Such is the awesome reputation of Adolf Hitler that last week, notwithstanding the terrible fact that the Führer was in the midst of the world’s greatest and perhaps most decisive battle (see p. 23), the world wondered where he would strike next. Two nations trembled most fearfully.

Swiss Blitz? The Swiss had good reason to believe the next blow was soon coming their way. The Army passed from partial to full mobilization, 600,000 troops. Many Swiss mechanized units which had been massed on the frontiers were moved to central Switzerland to attack any large Nazi sky units which might land. With every Swiss male between 20 and 60 mobilized, the Government gave rifles and 40 cartridges each to striplings, oldsters and women, with instructions to shoot the ‘chuters. Hastily Swiss banks and insurance companies dumped the last of their securities into fleets of trucks which raced for the French border. Already safe in the

U. S. was over $125,000,000 in Swiss gold, more than $1,115,000,000 in Swiss-owned U. S. securities.
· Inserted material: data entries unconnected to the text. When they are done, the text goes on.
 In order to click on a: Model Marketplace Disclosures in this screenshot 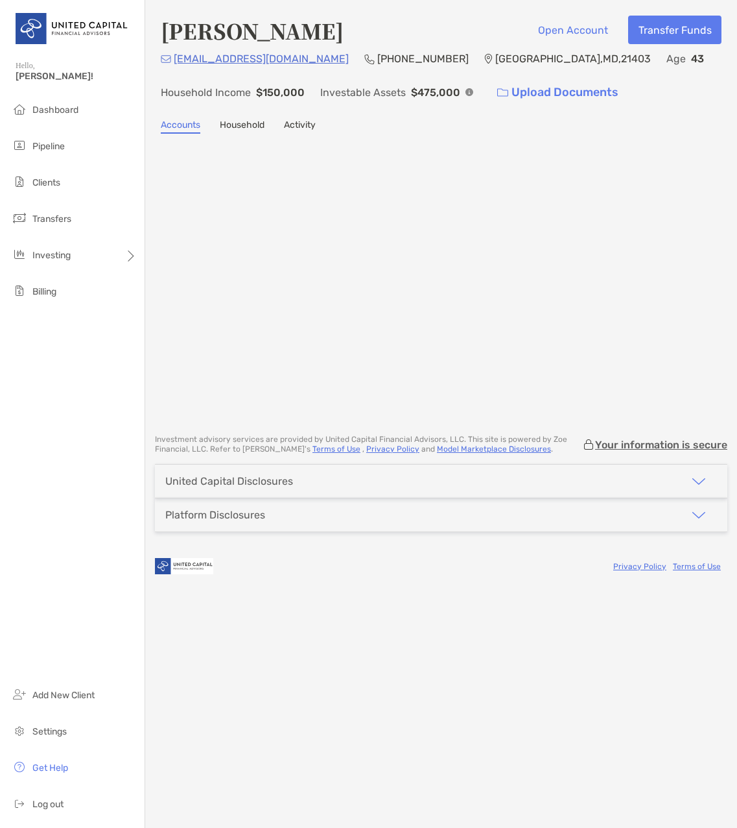, I will do `click(494, 449)`.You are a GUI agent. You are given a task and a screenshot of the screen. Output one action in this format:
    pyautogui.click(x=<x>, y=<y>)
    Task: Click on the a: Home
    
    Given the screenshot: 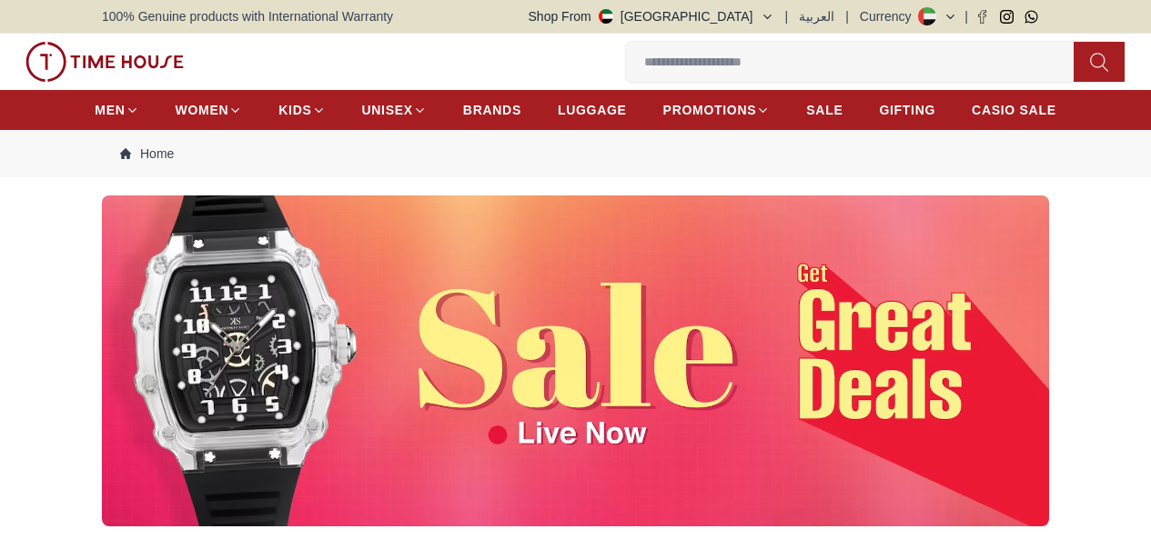 What is the action you would take?
    pyautogui.click(x=146, y=154)
    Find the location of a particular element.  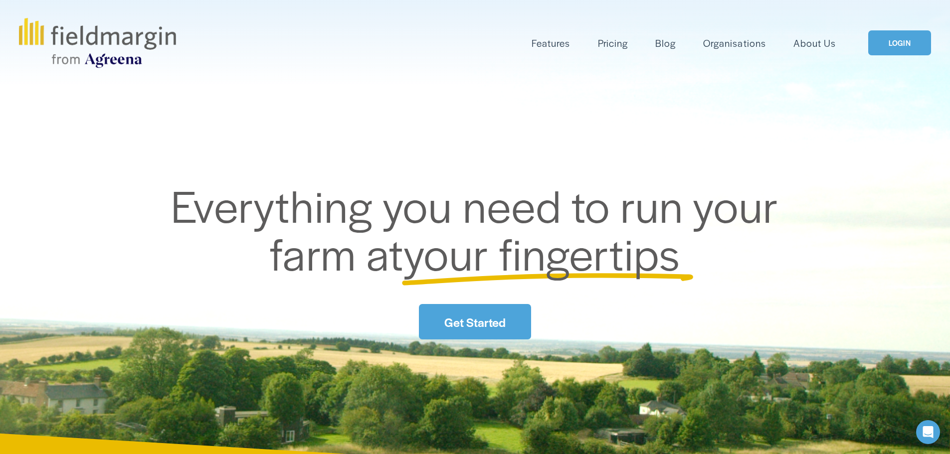

a: folder dropdown is located at coordinates (550, 43).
Heavy German motorized divisions and artillery meanwhile rolled into position on the Rhine facing Switzerland, but big guns of the French Maginot Line opened up with a terrific shelling of communication lines which Nazis would use to attack the Swiss. On Lake Constance, in full view of Swiss watchers on the farther shore, German troops practiced pontoon and rubber-boat warfare daily.

In Geneva the League of Nations began preparing to evacuate, first to the French spa of Vichy, then if necessary to the European Clipper terminus, Lisbon. Bustling but dignified League Secretary General Joseph Avenol, a Frenchman, had already sent the League’s more important documents ahead to France. “We are so disappointed that Denmark, Norway, Holland and Belgium failed to appeal to the League,” commented a typical Secretariat bigwig. “The practical results might not have been great, but the appeals would at any rate have been on the League’s records.”

Slavs Next? The Yugoslavs were just as sure they were marked for early Nazification. It took three days last week for a great German force to move through Dresden, reputedly on the way to take up positions in the Reich’s Slovak Protectorate from which to invade Hungary or Rumania. Other German forces massed to threaten Yugoslavia, and in the big hotels of Vienna anyone who dropped into conversation with a German officer was confidently assured, “We don’t know at just what moment but we are going to march.”

In Berlin the personal newsorgan of the Führer screamed that German schoolboys in Yugoslavia were being foully picked upon. All over the Balkans last week little nations quaked at what the Axis might do and the Slavic Balkans were drawn to hope that Russia might provide a counterweight. But assurance of Russian aid to Yugoslavia which would have no easy time getting there was still more hope than holler.

Frenzied Fascists. Meantime, the measure of Hitler’s successes in northern France could be taken from Italian press and polemics. More & more heat was turned on to produce a far from spontaneous war fever.

Celebrating the first year of the Axis military agreement, Fascist organs not only hailed the Allies as “two empires that are destined to crash shortly,” but as “our common enemy. ”

Il Duce savagely splashed out in his personal organ Il Popolo d’Italia last week a key editorial which seemed to threaten not only antiFascists but even Fascist Party card holders with no stomach for war: “Fascist Italy must arrive at its great predestined goal. . . The Italian people must now or never achieve their Mediterranean destiny. Now or never. He who has any expostulations to offer, whether he has a Fascist card or not, is a traitor and will be treated as such.” Finally-Son-in Law Ciano, Italy’s “Little Casino,” sounded off in Milan for “Big Casino.” Italy, said he, “cannot and never has been able to remain outside the vicissitudes of European life” and, “if and when” Il Duce gives the “order that he will give,” then “Milan will rise to her feet and again take her place in the vanguard, proving as always that she is spiritually and militarily ready. . . . Nothing can be decided until Rome has said her word.”